Rocky Point Timeline
The history of Rocky Point goes back as far as the eighteenth century.
1726
Sisters Phebe Smith Stafford and Mary Eliza Stafford own the land.
1847
Captain William Winslow buys the eighty-nine acres for $2,400 and brings Sunday school excursions daily to Rocky Point via his steamboat, Argo.
1852
Winslow installs a sea swing in the bay, flying horses — a precursor to the carousel — and a bake-house. Dinner costs forty cents.
1860
Byron Sprague, the son of Governor William Sprague, purchases Rocky Point for $60,000. He builds a hotel and ten-story observation tower, determined to turn the park into a playground for the rich.
1860s
A fire destroys several buildings, including the dining hall, hotel, monkey cage and shooting gallery.
1869–1878
The park is owned by a series of steamboat companies. The ferry fare is twenty-five cents.
1880s
A camera obscura and a new dining hall are built.
1883
The rebuilt hotel, amusement center, dining hall and boathouse burn down.
1891–1917
The Rocky Point Grounds baseball stadium hosts minor and major league games.
1893
Five-year-old Maggie Sheffield is murdered on the grounds. Her father confesses to the crime.
1900
A railroad loop is extended to the park.
1910
Colonel Randall Harrington, below right, buys the park from the Providence, Fall River & Newport Steamship Company for $250,000. He adds a new roller coaster, a midway, and brings in vaudeville acts and the country’s largest organ while advertising far and wide.
1911
The Scenic Railway is built.
1914
Babe Ruth hits a ball into the bay while playing for the Providence Grays.
1915
The Circle Swing is built.
1918
Harrington dies. Brothers Alfred and Paul Castiglioni lease the park beginning in 1919.
1920–1931
The Utopia Ballroom, a new bathing beach and pavilion, and the Wildcat roller coaster are built.
1936
The saltwater pool is used as a training facility for the 1936 U.S. Olympic swim team.
1938
The Hurricane of 1938 destroys the park. The Harrington family resumes ownership.
1940
The park reopens part-time.
1944
Vandals hurl Leo, a sixty-year-old lion statue, into the bay. It’s never recovered.
1945
The park is sold to the Studley Land Corporation.
1947
The park is sold to Frederick Hilton, Joseph Trillo and Vincent Ferla.
1949
The Palladium is built.
1949
Vincent Ferla becomes sole owner of the park. His younger brother, Conrad, standing at far right, below, moves to Rhode Island from Italy to become general manager. “Mr. Rocky Point,” as he’s known, runs the park for thirty-seven years before retiring in 1986.
1954
Hurricane Carol destroys much of the park, including the Shore Dinner Hall, which extended over the water.
1963
The Castle of Terror (later the House of Horrors) debuts after workers transform the existing Fun House.
1966
An arch from the 1964 New York World’s Fair is erected at the park.
1966
The Windjammer opens.
1970s
Admission costs fifty cents. The Castle of Terror becomes the House of Horrors, and the Flume, Skyliner and mini-golf arrive at the park.
1976
The Shore Dinner Hall goes through 500,000 gallons of clam chowder, 9,000 pounds of lobster and 10,000 pounds of clams in a summer season.
1977
Presidential candidate Ronald Reagan holds a fundraiser at Rocky Point.
1980s
The saltwater pool closes.
1984
The Corkscrew roller coaster opens.
1988
The Freefall, with a stomach-churning eighty-seven-foot drop, opens.
1989
President George H.W. Bush attends a fundraiser for Republican U.S. Senate candidate Claudine Schneider at the park.
1993
An all-day ticket, including a shore dinner with lobster, costs $13.50 per person.
1995
After a series of financial difficulties, Rocky Point closes.
1996
The park files for bankruptcy.
1996
Most of the rides and attractions are sold during an auction in April.
2006
The Cliff House burns.
2007
The iconic front gate is torn down.
2010
Voters approve a state ballot to turn the former amusement park land into a state park.
2013
The R.I. Department of Environmental Management acquires eighty-three acres of the former site, adding to forty-one acres previous purchased by the city of Warwick.
2014
Rocky Point State Park opens to the public.
Sources: Warwick Historical Society archives, President Felicia Castiglioni Gardella; Rhode Island Historical Society quarterly, Horace Belcher, Old Rocky Point, 1948; Rocky Point History, Don D’Amato; David Bettencourt and Stephanie Chauvin, Midway, 2009; Kelly Sullivan Pezza, Murder at Rocky Point Park, 2014; David Bettencourt, Rocky Point Park, 2015.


Nothing besides a number belongs in the answer, which is how many lines of the listing contain the string "Current".

───── Dataset records

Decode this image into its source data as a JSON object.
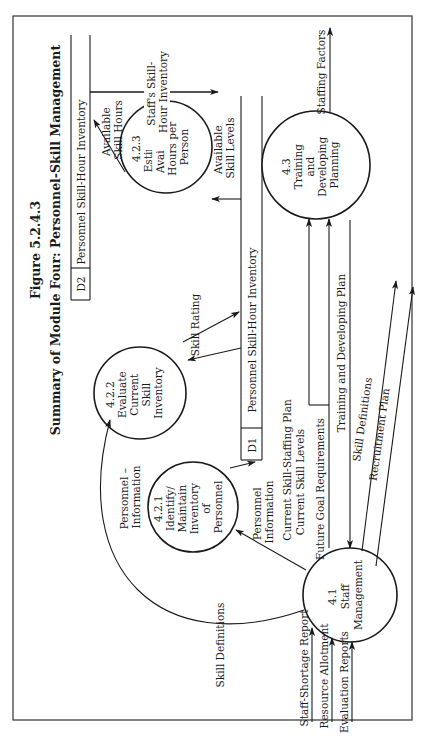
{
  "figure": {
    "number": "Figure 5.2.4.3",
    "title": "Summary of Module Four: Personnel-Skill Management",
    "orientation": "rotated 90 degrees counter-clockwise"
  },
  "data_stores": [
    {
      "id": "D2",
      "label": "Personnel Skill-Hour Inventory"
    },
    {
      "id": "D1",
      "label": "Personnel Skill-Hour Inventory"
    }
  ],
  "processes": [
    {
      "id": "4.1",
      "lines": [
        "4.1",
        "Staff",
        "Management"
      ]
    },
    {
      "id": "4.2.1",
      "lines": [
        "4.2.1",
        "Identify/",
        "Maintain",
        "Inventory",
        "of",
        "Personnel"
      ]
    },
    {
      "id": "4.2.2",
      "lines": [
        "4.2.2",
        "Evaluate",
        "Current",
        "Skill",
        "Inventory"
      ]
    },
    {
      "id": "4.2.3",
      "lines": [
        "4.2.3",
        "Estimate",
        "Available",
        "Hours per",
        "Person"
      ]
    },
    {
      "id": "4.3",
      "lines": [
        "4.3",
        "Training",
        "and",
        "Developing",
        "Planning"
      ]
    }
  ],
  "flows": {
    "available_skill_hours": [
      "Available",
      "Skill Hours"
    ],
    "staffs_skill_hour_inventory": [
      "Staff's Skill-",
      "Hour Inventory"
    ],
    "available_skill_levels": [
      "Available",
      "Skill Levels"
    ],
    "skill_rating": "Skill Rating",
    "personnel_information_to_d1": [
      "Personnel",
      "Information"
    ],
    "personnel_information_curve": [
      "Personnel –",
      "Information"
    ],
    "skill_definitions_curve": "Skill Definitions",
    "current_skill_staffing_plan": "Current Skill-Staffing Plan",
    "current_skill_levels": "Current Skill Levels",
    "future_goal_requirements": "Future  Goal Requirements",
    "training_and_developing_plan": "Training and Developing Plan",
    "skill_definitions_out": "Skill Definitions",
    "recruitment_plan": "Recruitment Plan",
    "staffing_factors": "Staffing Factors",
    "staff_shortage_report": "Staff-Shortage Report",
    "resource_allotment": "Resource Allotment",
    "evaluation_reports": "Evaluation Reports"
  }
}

──────────

Exercise result
3